Rev. Jeffers (played by Cedric Kyles, also known as Cedric the Entertainer) of the worldly, robust sister church Abundant Life warns Ernst that heroes like social activist/writer/contemplative Thomas Merton are “living in a dream world.” He admonishes Ernst for being “always in the garden,” both literally (the overgrown garden behind First Reformed’s churchyard) and figuratively, the garden of Gethsemane being Jesus’ place of prayer and existential agony. Ernst is grappling with having betrayed his son, himself, and the planet. (He comes up with a monstrous, imperfect plan to avenge at least one of them.)

These questions—What do I do? Why should I stay hopeful?—are not only familiar, but critical to environmental contemplation. In First Reformed, it is Ernst’s encounter with Mary that opens the door to a possible path forward.

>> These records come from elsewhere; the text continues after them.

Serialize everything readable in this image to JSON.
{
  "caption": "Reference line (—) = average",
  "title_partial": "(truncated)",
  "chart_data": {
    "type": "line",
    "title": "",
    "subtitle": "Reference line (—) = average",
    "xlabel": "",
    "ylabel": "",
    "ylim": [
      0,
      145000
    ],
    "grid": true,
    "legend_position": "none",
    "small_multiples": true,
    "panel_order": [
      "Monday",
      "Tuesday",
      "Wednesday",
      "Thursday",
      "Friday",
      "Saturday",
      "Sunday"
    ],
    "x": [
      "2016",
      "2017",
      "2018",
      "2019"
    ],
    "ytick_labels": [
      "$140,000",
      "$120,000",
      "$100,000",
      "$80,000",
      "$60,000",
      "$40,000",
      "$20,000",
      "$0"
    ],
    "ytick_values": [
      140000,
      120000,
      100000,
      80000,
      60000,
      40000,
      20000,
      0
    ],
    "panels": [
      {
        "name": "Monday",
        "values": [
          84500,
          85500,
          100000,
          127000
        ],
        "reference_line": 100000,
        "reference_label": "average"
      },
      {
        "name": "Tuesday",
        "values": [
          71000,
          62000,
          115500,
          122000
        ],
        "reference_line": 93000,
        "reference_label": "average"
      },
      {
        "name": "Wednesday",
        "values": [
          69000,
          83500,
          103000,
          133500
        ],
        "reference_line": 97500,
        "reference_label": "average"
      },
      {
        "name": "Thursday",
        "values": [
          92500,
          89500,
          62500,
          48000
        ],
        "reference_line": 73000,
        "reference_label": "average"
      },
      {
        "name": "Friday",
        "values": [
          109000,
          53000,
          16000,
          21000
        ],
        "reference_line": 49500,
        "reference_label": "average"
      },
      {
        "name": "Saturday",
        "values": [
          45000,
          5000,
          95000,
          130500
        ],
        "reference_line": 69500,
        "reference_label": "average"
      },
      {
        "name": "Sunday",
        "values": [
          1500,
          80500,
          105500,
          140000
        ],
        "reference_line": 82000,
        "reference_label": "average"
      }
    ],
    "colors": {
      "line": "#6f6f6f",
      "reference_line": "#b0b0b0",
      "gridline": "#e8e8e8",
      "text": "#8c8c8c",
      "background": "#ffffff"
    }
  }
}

Her quiet companionship, and her invitation for him to join her on a fanciful “Magical Mystery Tour,” are probably the kindest things in which Ernst Toller can allow himself to partake. When I first watched the film, I thought the scene would surely become a gore-fest since the darkened, bare room in which the Tour happens is set like a horror movie. But surprise, Mary’s innocence and goodwill (and loneliness) win out, allowing Ernst to soar through a heavenly paradise of natural beauty, until the realities of pollution and man’s heavy footprint on the earth darken the Mystery Tour’s destination.


The Tour elicits in Ernst something monumental. He recognized a commonality—that others, especially Mary, care for him. Maybe something as simple as a relationship, feeling loved, connecting with a cause or a person, and truly caring about defending the future is sufficient. Among climate scientists who are prone to negative mental health effects from being awash in the latest, and frankly alarming, news about climate change’s impacts, research shows that a sense of community and working toward a shared purpose confers a sense of camaraderie, resilience, and solace.

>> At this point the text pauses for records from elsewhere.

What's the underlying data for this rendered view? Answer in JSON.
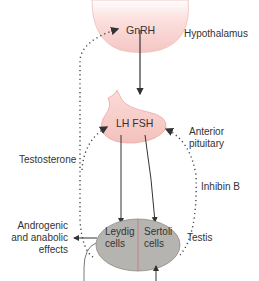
{
  "diagram": {
    "nodes": {
      "hypothalamus": {
        "label": "Hypothalamus",
        "hormone": "GnRH"
      },
      "pituitary": {
        "label_line1": "Anterior",
        "label_line2": "pituitary",
        "hormones": "LH FSH"
      },
      "testis": {
        "label": "Testis",
        "cell_left_line1": "Leydig",
        "cell_left_line2": "cells",
        "cell_right_line1": "Sertoli",
        "cell_right_line2": "cells"
      }
    },
    "feedback": {
      "testosterone": "Testosterone",
      "inhibin": "Inhibin B"
    },
    "effects": {
      "line1": "Androgenic",
      "line2": "and anabolic",
      "line3": "effects"
    },
    "colors": {
      "gland_fill": "#f6c9c6",
      "gland_stroke": "#e8a9a4",
      "testis_fill": "#b5b3b0",
      "testis_stroke": "#8a8886",
      "divider": "#c9737a",
      "arrow": "#333333"
    }
  }
}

In the last week or so, I have been reminded of the immediacy of the questions that Ernst wrestles with, hearing conversations at steamy summertime gatherings. The weather is hot and the political times are bleak. We wonder, is this world going to hell at a faster than ever pace? Heartlessness, pollution, increasing disrespect and disdain for the common good prevail, with little appreciation for the commonality of people’s struggle to bring their children into a safer, healthier, and more secure world.

I am not offering personal opinions on the film’s topics. But sometimes, just when despair seems inevitable, there are the acts of kindness and environmental good news stories: the Thai cave rescuers who risked their lives to improbably bring a dozen young strangers to safety; even in oil-rich Texas, wind energy production has exploded in the last decade; there is the blazing youth activism of the Zero Hour kids crusading for climate change action and environmental justice. Could the crucial response to environmental horror be a sense of caring, protection, and community? FIRST REFORMED has a mysterious ending, a fantasy fed by Ernst’s hunger for forgiveness and meaning, which leaves questions rather than easy answers. As warriors for a kinder and healthier future, do forgiveness and community come first, even before outrage and action? Does the alternative to depression about our ecological fate look something like … love?